I’m trying to find an efficient way of reading a RWTexture2D from the GPU to the CPU. I have a relatively small 1024x1024 Render Texture which is assigned to the compute shader.
On the CPU side when I attempt to read it back with ReadPixels it is really slow.
Texture2D destTex = new Texture2D(widthInt, heightInt, TextureFormat.ARGB32, false, true);
RenderTexture.active = rTex
// Really slow 0.5 seconds
destTex.ReadPixels(new Rect(0, 0, widthInt, heightInt), 0, 0);
// process results
Color[] pixels = destTex.GetPixels(0);
// do other stuff here
How can I efficiently read the Texture back from the GPU?
Make a direct request for the relevant data instead of copying it into the CPU side of a RT. You can use an async method that waits for the request to finish and then does something with the result once ready instead of stalling the main thread until the request is done.
I did see this though this code is inline with a whole bunch of dependencies and my code has to run multiple times in a loop. I have no problem with stalling the main thread (it is not rendering in real-time so frame rate is not applicable).
Are there any sample of how this method can be used inside say a for loop?
Actually it looks like AsyncGPUReadback is slower than buffer.GetData(…) which I’m currently using. I had hoped using a RenderTexture might be faster, but that seems to suffer from an equally slow ReadPixels method.
Yeah if your texture is fairly large the ReadPixels is going to be a little slow, that’s one of the unfortunate downsides about transferring data from the GPU to CPU, it’s one of the slowest things to do.
You can speed up your code a bit after the copy though, instead of using GetPixels() you can use the newer tex.GetRawTextureData<Color32>(); which will give you direct access to the texture array data to iterate over.
In fact, as long as you don’t regenerate your Texture2D object, this collection reference will continue to point to the current CPU side texture data. So you can set up this reference on startup, just do your ReadPixels and now you just iterate over that already assigned collection.
private static NativeArray<Color32> CopyRT(RenderTexture rt, ref Texture2D toTexture)
{
if(toTexture == null) { toTexture = new Texture2D(rt.width, rt.height); }
else if(toTexture.width != rt.width || toTexture.height != rt.height) { toTexture.Resize(rt.width, rt.height); }
//currently assuming you've already set rt as the active
toTexture.ReadPixels(new Rect(0,0, rt.width, rt.height), 0, 0);
return toTexture.GetRawTextureData<Color32>();
}
private static void Example(NativeArray<Color32> nativeTex)
{
foreach(var col in nativeTex)
{
Debug.Log(col);
}
}
But a question would be, do you even need this to be on CPU side? You can use Graphics.CopyTexture() to copy data between RTs on the GPU side very quickly instead of bringing it to the CPU side.
Yeah, I’m updating terrain detail data. The slowest bit is a very lengthy 0.5 seconds to copy either a buffer or a RT back to the CPU. Would be nice if we could just get Unity to push it to the terrain detail data on the GPU. The GetRawTextureData for NativeArrays could be useful in the future.
What about the terrainData.CopyActiveRenderTextureToTexture and Heightmap methods?
Or getting the references to the Textures for the terrain data you want to overwrite and using Graphics.CopyTexture?
The grass patches. I’ve had working compute shaders for ages but the biggest bottleneck is now really just reading back the data from the compute shader to the CPU and then updating the terrain detail layers. Copying the data from the GPU is very slow - and I wonder why.
Happy to take say a 50ms or even 100ms hit per 1K texture but 500ms seems weird.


◆ ABOUT THIS TASK
If a line in the entries below includes the string "clue", copy it out.

+++ DATA EXTRACTS +++

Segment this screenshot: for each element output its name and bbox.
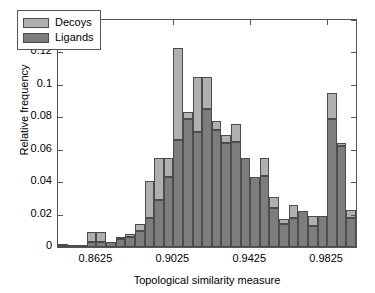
- bar-segment-decoys: [202, 77, 212, 109]
- bar-segment-decoys: [183, 112, 193, 118]
- histogram-bar: [289, 205, 299, 247]
- bar-segment-ligands: [145, 218, 155, 247]
- bar-series-container: [58, 20, 356, 247]
- histogram-bar: [145, 181, 155, 247]
- bar-segment-ligands: [308, 226, 318, 247]
- y-axis-tick: [351, 182, 356, 183]
- bar-segment-ligands: [173, 140, 183, 247]
- x-axis-tick: [250, 20, 251, 25]
- x-tick-label: 0.9025: [142, 252, 202, 264]
- histogram-bar: [250, 177, 260, 247]
- y-tick-label: 0.04: [4, 174, 52, 186]
- bar-segment-decoys: [231, 124, 241, 142]
- bar-segment-ligands: [154, 200, 164, 247]
- histogram-bar: [212, 121, 222, 247]
- histogram-bar: [154, 158, 164, 247]
- x-tick-label: 0.9425: [219, 252, 279, 264]
- bar-segment-ligands: [327, 119, 337, 247]
- legend-swatch-ligands-icon: [23, 33, 49, 43]
- bar-segment-decoys: [327, 93, 337, 119]
- y-axis-tick: [58, 52, 63, 53]
- histogram-bar: [193, 77, 203, 247]
- plot-area: [57, 19, 357, 248]
- legend-swatch-decoys-icon: [23, 18, 49, 28]
- y-tick-label: 0.06: [4, 142, 52, 154]
- histogram-bar: [87, 232, 97, 247]
- histogram-bar: [269, 197, 279, 247]
- histogram-bar: [318, 216, 328, 247]
- y-axis-tick: [351, 85, 356, 86]
- x-axis-tick: [250, 242, 251, 247]
- x-axis-tick: [173, 20, 174, 25]
- bar-segment-decoys: [77, 245, 87, 247]
- bar-segment-ligands: [269, 208, 279, 247]
- x-axis-tick: [173, 242, 174, 247]
- y-axis-tick: [351, 20, 356, 21]
- histogram-bar: [202, 77, 212, 247]
- histogram-bar: [260, 158, 270, 247]
- chart-legend: Decoys Ligands: [17, 10, 101, 50]
- bar-segment-ligands: [346, 218, 356, 247]
- bar-segment-ligands: [337, 146, 347, 247]
- bar-segment-ligands: [106, 242, 116, 247]
- y-tick-label: 0: [4, 239, 52, 251]
- bar-segment-decoys: [193, 77, 203, 132]
- chart-figure: Relative frequency Topological similarit…: [0, 0, 375, 293]
- bar-segment-decoys: [154, 158, 164, 200]
- bar-segment-ligands: [116, 239, 126, 247]
- y-axis-tick: [58, 182, 63, 183]
- bar-segment-decoys: [337, 143, 347, 146]
- bar-segment-ligands: [164, 177, 174, 247]
- bar-segment-ligands: [135, 231, 145, 247]
- bar-segment-decoys: [269, 197, 279, 208]
- histogram-bar: [125, 234, 135, 247]
- histogram-bar: [106, 242, 116, 247]
- histogram-bar: [116, 237, 126, 247]
- y-axis-tick: [351, 247, 356, 248]
- bar-segment-decoys: [96, 232, 106, 242]
- bar-segment-decoys: [221, 135, 231, 143]
- histogram-bar: [135, 224, 145, 247]
- bar-segment-decoys: [58, 244, 68, 246]
- x-tick-label: 0.8625: [65, 252, 125, 264]
- y-axis-tick: [58, 247, 63, 248]
- x-axis-tick: [327, 242, 328, 247]
- bar-segment-decoys: [212, 121, 222, 131]
- y-axis-tick: [351, 215, 356, 216]
- x-tick-label: 0.9825: [296, 252, 356, 264]
- y-axis-tick: [351, 150, 356, 151]
- bar-segment-decoys: [289, 205, 299, 218]
- y-axis-tick: [351, 117, 356, 118]
- bar-segment-ligands: [125, 237, 135, 247]
- y-tick-label: 0.08: [4, 109, 52, 121]
- y-axis-tick: [58, 117, 63, 118]
- bar-segment-decoys: [125, 234, 135, 237]
- histogram-bar: [241, 158, 251, 247]
- y-axis-tick: [58, 150, 63, 151]
- bar-segment-ligands: [279, 224, 289, 247]
- bar-segment-decoys: [308, 216, 318, 226]
- bar-segment-decoys: [260, 158, 270, 176]
- bar-segment-decoys: [87, 232, 97, 242]
- histogram-bar: [327, 93, 337, 247]
- bar-segment-ligands: [96, 242, 106, 247]
- bar-segment-ligands: [298, 211, 308, 247]
- y-axis-tick: [351, 52, 356, 53]
- x-axis-label: Topological similarity measure: [57, 274, 357, 286]
- bar-segment-ligands: [183, 119, 193, 247]
- y-axis-tick: [58, 215, 63, 216]
- histogram-bar: [337, 143, 347, 247]
- bar-segment-ligands: [87, 242, 97, 247]
- bar-segment-decoys: [173, 48, 183, 140]
- bar-segment-ligands: [231, 142, 241, 247]
- histogram-bar: [183, 112, 193, 247]
- histogram-bar: [173, 48, 183, 247]
- bar-segment-decoys: [116, 237, 126, 239]
- legend-item-ligands: Ligands: [23, 30, 94, 45]
- y-tick-label: 0.02: [4, 207, 52, 219]
- bar-segment-decoys: [279, 219, 289, 224]
- bar-segment-ligands: [289, 218, 299, 247]
- histogram-bar: [96, 232, 106, 247]
- bar-segment-decoys: [145, 181, 155, 218]
- histogram-bar: [68, 246, 78, 247]
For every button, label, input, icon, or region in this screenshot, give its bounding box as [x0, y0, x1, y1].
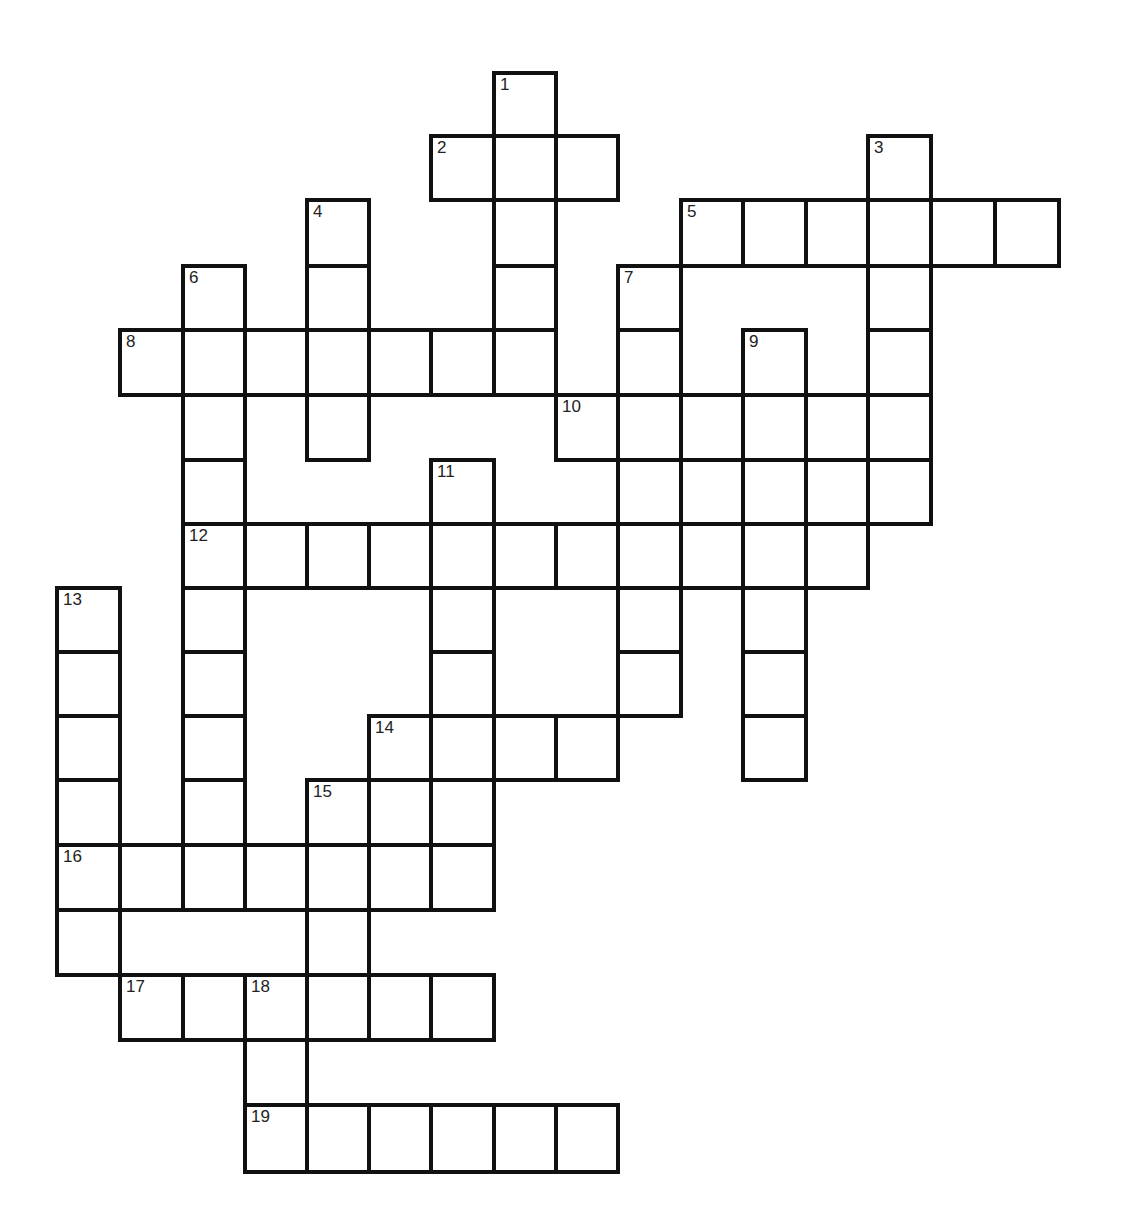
crossword-cell[interactable] [181, 650, 247, 718]
crossword-cell[interactable] [243, 328, 309, 397]
crossword-cell[interactable] [804, 522, 870, 590]
crossword-cell[interactable] [616, 458, 683, 526]
crossword-cell[interactable] [492, 328, 558, 397]
crossword-cell[interactable] [804, 198, 870, 268]
crossword-cell[interactable] [929, 198, 997, 268]
crossword-cell[interactable] [305, 1103, 371, 1174]
crossword-cell[interactable]: 10 [554, 393, 620, 462]
crossword-cell[interactable] [181, 586, 247, 654]
crossword-cell[interactable] [554, 714, 620, 782]
crossword-cell[interactable] [741, 198, 808, 268]
crossword-cell[interactable] [181, 328, 247, 397]
crossword-cell[interactable] [616, 586, 683, 654]
crossword-cell[interactable] [429, 1103, 496, 1174]
crossword-cell[interactable]: 12 [181, 522, 247, 590]
crossword-cell[interactable] [55, 650, 122, 718]
crossword-cell[interactable]: 2 [429, 134, 496, 202]
crossword-cell[interactable] [866, 458, 933, 526]
crossword-cell[interactable] [741, 650, 808, 718]
crossword-cell[interactable] [554, 522, 620, 590]
crossword-cell[interactable]: 11 [429, 458, 496, 526]
crossword-cell[interactable]: 8 [118, 328, 185, 397]
crossword-cell[interactable] [243, 522, 309, 590]
crossword-cell[interactable] [429, 328, 496, 397]
crossword-cell[interactable] [492, 714, 558, 782]
clue-number: 4 [313, 203, 322, 220]
crossword-cell[interactable] [741, 393, 808, 462]
crossword-cell[interactable] [804, 393, 870, 462]
crossword-cell[interactable] [243, 843, 309, 912]
crossword-cell[interactable] [305, 393, 371, 462]
crossword-cell[interactable] [866, 198, 933, 268]
crossword-cell[interactable] [866, 328, 933, 397]
crossword-cell[interactable] [367, 973, 433, 1042]
crossword-cell[interactable] [305, 908, 371, 977]
crossword-grid: 12345612789101113161415171819 [0, 0, 1125, 1232]
crossword-cell[interactable] [429, 714, 496, 782]
crossword-cell[interactable]: 3 [866, 134, 933, 202]
crossword-cell[interactable] [679, 522, 745, 590]
crossword-cell[interactable] [492, 522, 558, 590]
crossword-cell[interactable] [492, 1103, 558, 1174]
clue-number: 7 [624, 269, 633, 286]
crossword-cell[interactable] [492, 264, 558, 332]
crossword-cell[interactable] [367, 328, 433, 397]
crossword-cell[interactable] [429, 522, 496, 590]
crossword-cell[interactable] [181, 714, 247, 782]
crossword-cell[interactable] [866, 393, 933, 462]
crossword-cell[interactable] [429, 973, 496, 1042]
crossword-cell[interactable] [554, 1103, 620, 1174]
crossword-cell[interactable]: 1 [492, 71, 558, 138]
crossword-cell[interactable] [429, 778, 496, 847]
crossword-cell[interactable] [492, 198, 558, 268]
crossword-cell[interactable]: 7 [616, 264, 683, 332]
crossword-cell[interactable] [741, 522, 808, 590]
crossword-cell[interactable] [55, 714, 122, 782]
crossword-cell[interactable] [429, 586, 496, 654]
crossword-cell[interactable] [679, 393, 745, 462]
crossword-cell[interactable] [305, 843, 371, 912]
crossword-cell[interactable] [55, 908, 122, 977]
crossword-cell[interactable] [741, 586, 808, 654]
crossword-cell[interactable] [181, 458, 247, 526]
crossword-cell[interactable] [492, 134, 558, 202]
crossword-cell[interactable] [243, 1038, 309, 1107]
crossword-cell[interactable] [305, 522, 371, 590]
crossword-cell[interactable]: 4 [305, 198, 371, 268]
crossword-cell[interactable]: 14 [367, 714, 433, 782]
crossword-cell[interactable]: 19 [243, 1103, 309, 1174]
crossword-cell[interactable]: 16 [55, 843, 122, 912]
crossword-cell[interactable] [305, 973, 371, 1042]
crossword-cell[interactable] [993, 198, 1061, 268]
crossword-cell[interactable] [367, 843, 433, 912]
crossword-cell[interactable] [616, 393, 683, 462]
crossword-cell[interactable] [181, 778, 247, 847]
crossword-cell[interactable] [741, 714, 808, 782]
crossword-cell[interactable] [616, 650, 683, 718]
crossword-cell[interactable]: 18 [243, 973, 309, 1042]
crossword-cell[interactable]: 5 [679, 198, 745, 268]
crossword-cell[interactable]: 13 [55, 586, 122, 654]
crossword-cell[interactable] [429, 843, 496, 912]
crossword-cell[interactable] [367, 522, 433, 590]
crossword-cell[interactable]: 15 [305, 778, 371, 847]
crossword-cell[interactable] [741, 458, 808, 526]
crossword-cell[interactable]: 17 [118, 973, 185, 1042]
crossword-cell[interactable] [554, 134, 620, 202]
crossword-cell[interactable] [181, 843, 247, 912]
crossword-cell[interactable] [305, 264, 371, 332]
crossword-cell[interactable] [616, 522, 683, 590]
crossword-cell[interactable] [181, 973, 247, 1042]
clue-number: 10 [562, 398, 581, 415]
crossword-cell[interactable] [866, 264, 933, 332]
crossword-cell[interactable] [55, 778, 122, 847]
crossword-cell[interactable] [367, 1103, 433, 1174]
crossword-cell[interactable]: 6 [181, 264, 247, 332]
crossword-cell[interactable] [616, 328, 683, 397]
crossword-cell[interactable]: 9 [741, 328, 808, 397]
crossword-cell[interactable] [429, 650, 496, 718]
crossword-cell[interactable] [118, 843, 185, 912]
clue-number: 5 [687, 203, 696, 220]
crossword-cell[interactable] [181, 393, 247, 462]
crossword-cell[interactable] [305, 328, 371, 397]
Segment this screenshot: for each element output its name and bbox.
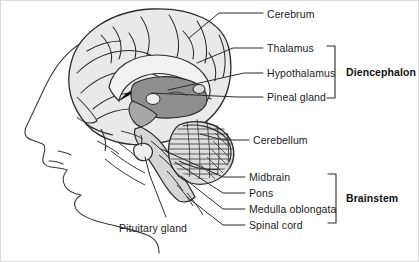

+++

◆ EXPECTED ANSWER
clue-number: 4 [313, 203, 322, 220]
clue-number: 7 [624, 269, 633, 286]
clue-number: 10 [562, 398, 581, 415]
clue-number: 5 [687, 203, 696, 220]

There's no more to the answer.